Can confirm. This works.
10 N1=1:N2=256*60:P1=$9F23
20 C1=$32
30 VPOKE $20,N1,C1
40 FOR N=N1 TO N2 STEP 2
50 POKE P1,C1
60 NEXT
Back when the emulator first came out, we did some speed comparisons between POKE and VPOKE. The end result was that VPOKE is a little bit slower, but most of BASIC's time is spent parsing values, so replacing all numeric literals like 40739 or $9F23 with variables speeds up the loop. We also determined that hex values parse faster than decimal numbers, but it's still faster to store values in a variable.
For example, I ran this loop 3 different ways:
50 POKE P1,C1 : 240 ticks (4 seconds)
50 POKE $9F23,C1 : 367 ticks (6.1 seconds)
50 POKE 40739,C1 : 477 ticks (7.95 seconds)
So, using a variable instead of a numeric literal can double the speed of a tight loop like this.
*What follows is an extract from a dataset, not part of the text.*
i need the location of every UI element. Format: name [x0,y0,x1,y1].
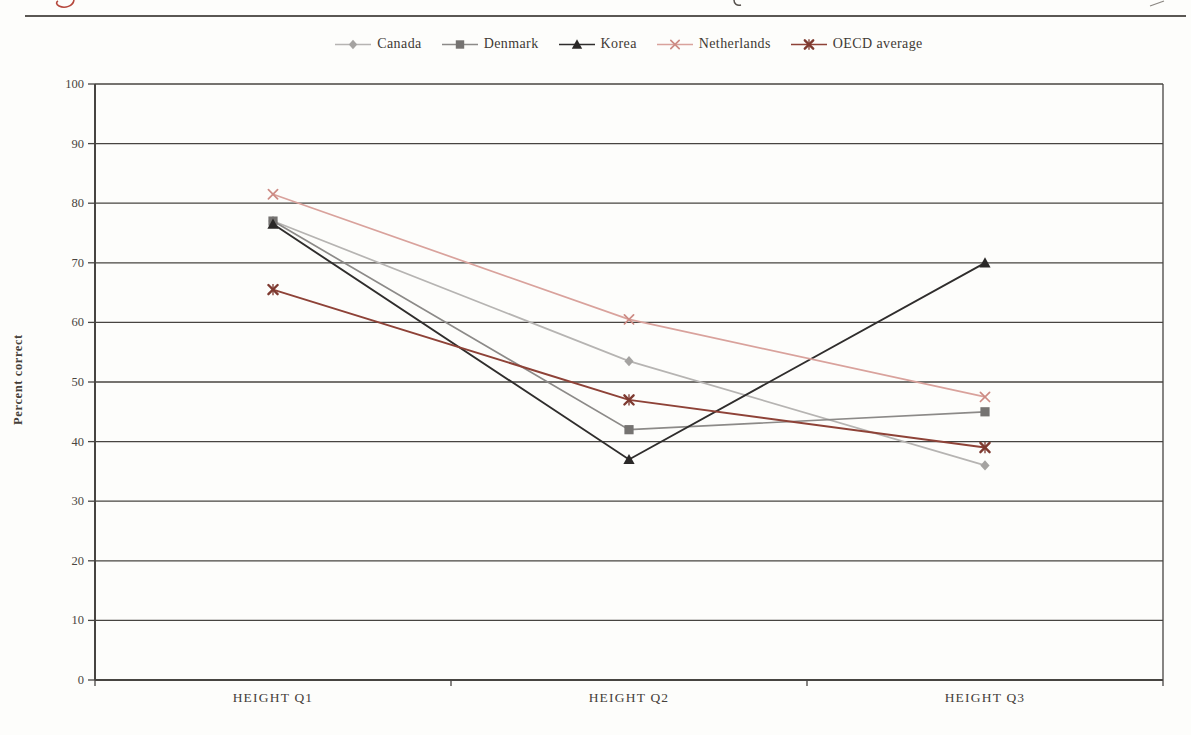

Anyway, how does this compare to VPOKE?
50 VPOKE B,N,C1 : 312 (5.2 seconds)
So POKEing with an auto increment is faster, by a good 30 percent. I obviously wouln't worry about this with a small number of writes, but for situations where you need to populate the entire screen, POKEing with an increment is definitely faster.
Why bank >= 2 in VPOKE ?
Posted: Fri May 21, 2021 9:27 pm
by ZeroByte
I wanna say I used this functionality a while back when I was first dinking around with the system in BASIC, but I can't remember where I might've seen it specified that the bank argument also set the stride. Maybe I just discovered it playing around as I was want to do then.
Why bank >= 2 in VPOKE ?
Posted: Fri May 21, 2021 11:26 pm
by StinkerB06
8 hours ago, Ender said:
One thing to note, the upper 4 bits of the value you pass for the bank is used as the increment value for the VERA. So the upper 4 bits can be any value 0-15, and the only valid value for the lower 4 bits are 0 and 1.
Don't forget that bit 3 (value $08) is used to make the address stride decrement instead of increment.
Why bank >= 2 in VPOKE ?
Posted: Mon May 24, 2021 11:34 pm
by TomXP411
On 5/21/2021 at 2:27 PM, ZeroByte said:
I wanna say I used this functionality a while back when I was first dinking around with the system in BASIC, but I can't remember where I might've seen it specified that the bank argument also set the stride. Maybe I just discovered it playing around as I was want to do then.
Back when we first tested this, we just directly poked the address registers. Being able to use VPOKE as a shortcut to set the stride makes things a lot simpler.